Finding Annualized Volatility for Black Scholes Option Pricing?

I don't understand what you mean. It could be the short form or acronyms you're using.


Is that the co in question? Trading at $0.32? If so the annualized volatility will be in the triple digits. There is no sound method of valuing the shit. So if you're not working there, don't take the gig. If you do work there; your co's valuation will have to do.
 
This is the figure I'm missing from the calculation. Annualized volatility of the stock. All stocks which I was given options in are listed but not the options itself.

View attachment 256390


Calculate the historical volatility of the shares. Use that figure. Or find analogs that are listed companies with listed options and use that as a proxy.
 
Is that the co in question? Trading at $0.32? If so the annualized volatility will be in the triple digits. There is no sound method of valuing the shit. So if you're not working there, don't take the gig. If you do work there; your co's valuation will have to do.

Not sure what you mean by "co's valuation".

There's about 7-8 companies total. Companies usually apply a valuation to stock options given to directors so I wouldn't say that there's "no sound method". Obviously they are finding the annualized stock volatility when they are provider their disclosures on Executive compensation etc.
 
Calculate the historical volatility of the shares. Use that figure. Or find analogs that are listed companies with listed options and use that as a proxy.

This is my original question. Where to find the historical volatility of the shares?
 
The grantor firm has to price the contingent liability - ask them. Annualized is pretty worthless in many cases. Stock could be 0 annualized. I would argue the front implied, unless there is a corporate event, is the best gut guess. Leaps don't handle volatility well - they are more about net carry.
 
The grantor firm has to price the contingent liability - ask them. Annualized is pretty worthless in many cases. Stock could be 0 annualized. I would argue the front implied, unless there is a corporate event, is the best gut guess. Leaps don't handle volatility well - they are more about net carry.

why do you say LEAPs don’t handle volatility well?
 
The longer time the more normal the distribution - so BS doesn't work well for discovering Leap Greeks. The farther in time you go the carry begins to have more weight than the volatility. Google will send you to some Leap models. The pricing in BS is decent, but the Greeks aren't.
Longer-dated stuff needs a rate forecast and a div. growth estimate.
 
The grantor firm has to price the contingent liability - ask them. Annualized is pretty worthless in many cases. Stock could be 0 annualized. I would argue the front implied, unless there is a corporate event, is the best gut guess. Leaps don't handle volatility well - they are more about net carry.


And they would dispute any figure. It's your job (the OP) to question their valuation.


## To do
Print the records below exactly, and do not carry over any picture.

## Material for this exercise
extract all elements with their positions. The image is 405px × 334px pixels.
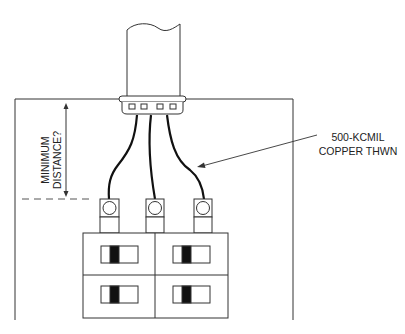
breaker-panel [83, 233, 228, 318]
conduit-bushing [119, 96, 186, 114]
breaker-bottom-right [173, 286, 210, 303]
conduit-pipe [127, 24, 180, 97]
terminal-lug-right [194, 199, 212, 233]
dimension-label-line1: MINIMUM [39, 136, 51, 183]
conductors [109, 115, 204, 199]
terminal-lugs [100, 199, 212, 233]
conductor-callout-arrow [197, 135, 317, 168]
dimension-arrow [64, 103, 69, 197]
breaker-top-left [101, 246, 138, 263]
conductor-middle [150, 115, 155, 199]
terminal-lug-left [100, 199, 119, 233]
conductor-label-line1: 500-KCMIL [331, 131, 384, 143]
dimension-label-line2: DISTANCE? [51, 131, 63, 189]
panel-clearance-diagram: MINIMUM DISTANCE? [0, 0, 405, 334]
conductor-left [109, 115, 137, 199]
terminal-lug-middle [146, 199, 164, 233]
breaker-bottom-left [101, 286, 138, 303]
conductor-label-line2: COPPER THWN [319, 145, 398, 157]
breaker-top-right [173, 246, 210, 263]
conductor-right [167, 115, 204, 199]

## Expected answer
extract all elements with their positions. The image is 405px × 334px pixels.
breaker-panel [83, 233, 228, 318]
conduit-bushing [119, 96, 186, 114]
breaker-bottom-right [173, 286, 210, 303]
conduit-pipe [127, 24, 180, 97]
terminal-lug-right [194, 199, 212, 233]
dimension-label-line1: MINIMUM [39, 136, 51, 183]
conductors [109, 115, 204, 199]
terminal-lugs [100, 199, 212, 233]
conductor-callout-arrow [197, 135, 317, 168]
dimension-arrow [64, 103, 69, 197]
breaker-top-left [101, 246, 138, 263]
conductor-middle [150, 115, 155, 199]
terminal-lug-left [100, 199, 119, 233]
conductor-label-line1: 500-KCMIL [331, 131, 384, 143]
dimension-label-line2: DISTANCE? [51, 131, 63, 189]
panel-clearance-diagram: MINIMUM DISTANCE? [0, 0, 405, 334]
conductor-left [109, 115, 137, 199]
terminal-lug-middle [146, 199, 164, 233]
breaker-bottom-left [101, 286, 138, 303]
conductor-label-line2: COPPER THWN [319, 145, 398, 157]
breaker-top-right [173, 246, 210, 263]
conductor-right [167, 115, 204, 199]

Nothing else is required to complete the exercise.